Sutherland entered UCLA at 16, taking a degree in international relations. She and her sister also worked as riveters on the Liberty ships being built during World War II. She married and had four children, moving to a house on the north shore of Oahu in 1952. Her husband went back to commercial fishing in California, however, while Audrey and the children stayed in Hawaii. She worked at many jobs in education and counseling, notably working with the tenth grade children of U. S. army families.
Sutherland’s published adventures began in 1964 when she explored the wild north coast of Molokai, swimming while towing her camping equipment, food and wine on a rope. It was a hallmark of her trips that Audrey never stinted on food, most of which she dried and packed herself, while also using the fish, shellfish, seaweed and mushrooms she found along the way. Identifying wild food and monitoring it, along with water, for pollution were among the survival skills she learned and then taught to many others. Good wines she labeled and packed in 35mm film cans!
At 60, Sutherland planned a trip along the inside passage in southeast Alaska, island hopping from Ketchikan to Skagway, 850 miles, which became the book Paddling North. This book is a powerful, yet humble, account of the trip in her yellow rubber blowup kayak which she could pack into a duffel, yet load with supplies for many weeks, bottles of wine stowed fore and aft. It begins with the topographical maps she orders, choosing a route and convincing herself to go.
“On all my expeditions,” Sutherland writes, “I’ve kept a daily log. Not just the sailor’s course and weather, but also the thoughts, the small events, the jeering at myself and some detailed drawings. Long ago recollections are always distorted. Time empurples the prose and the only reality is recorded within a day or two. The writer will need to satisfy the grey, fragile lady at age 90 reading her memoirs from these salty pages.”
Not mincing words about the wind, cold and damp, Sutherland asked herself why she kept coming up to southeast Alaska (as she did for the next 20 years), when her home in Hawaii was in the most marvelous of all climates. “Because it isn’t overrun with people,” is the answer. In Paddling North, Sutherland details many interesting encounters with fishermen, students, park rangers. But her most intimate writing is about the cabins and camp sites she sets up, cooking and keeping herself as comfortable as possible. She is good at nesting, bringing her adventure down to earth.
While she records many animal and bird sightings, including wolverine, wolf and bear, on this trip Sutherland does not have any dangerous encounters. She writes of her fears, however. She uses her knowledge of tides and her topographical maps to keep herself located, but paddling eight hours a day, often against a headwind, was hard. The first half hour of the day was tough, but then she found her steady, rhythmic stroke. Stamina, not muscle strength, kept her going. She always had a goal for the day and at night rewarded herself with hot food and a carefully prepared bed. Finding a well-fitted out cabin among those she had rented through the Tongass National Forest or a hot spring were rare pleasures. She always tried to leave firewood ready for the next camper.
In the years to come, Sutherland traveled to Japan, Scandinavia, Ireland and France, as well as returning to Alaska. Some of her journeys are driven by literature, some by interest in natural phenomena, some by the desire to know more about wine and vineyards. Her only other writing, however, relates to informative books about kayaking. She continued to live in the same house on the north shore of Oahu until her death in 2015. One of her sons, Jock Sutherland, has been named among the 50 best surfers of all time.
Not myself an adventurer, what I found inspiring about her work was the nesting which she did as she traveled. Paddling North is full of useful ways of doing things and thinking about things, a thoroughly rounded story. Its tone is intimate and friendly. Being outdoors all day Sutherland became part of the sea and animal world. “I forgot I was human,” she writes.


WORK INSTRUCTION - Your copy should match the records exactly, apart from the pictures, which stay out.

PROVIDED RECORDS -
□ □ □ □ □ □ □
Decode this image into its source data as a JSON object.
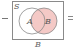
{
  "diagram": {
    "operator_left": "−",
    "operator_right": "=",
    "universe_label": "S",
    "sets": [
      {
        "label": "A",
        "shaded": false
      },
      {
        "label": "B",
        "shaded": true
      }
    ],
    "caption": "B",
    "colors": {
      "shade": "#f4c9c6",
      "outline": "#8a8a8a",
      "frame": "#8a8a8a"
    }
  }
}
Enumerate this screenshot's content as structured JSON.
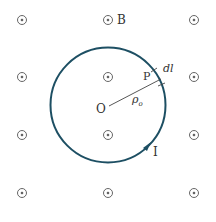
□ □ □ □ □ □ □
ANSWER TO THE PROBLEM -
Decode this image into its source data as a JSON object.
{
  "diagram": {
    "operator_left": "−",
    "operator_right": "=",
    "universe_label": "S",
    "sets": [
      {
        "label": "A",
        "shaded": false
      },
      {
        "label": "B",
        "shaded": true
      }
    ],
    "caption": "B",
    "colors": {
      "shade": "#f4c9c6",
      "outline": "#8a8a8a",
      "frame": "#8a8a8a"
    }
  }
}
Enumerate this screenshot's content as structured JSON.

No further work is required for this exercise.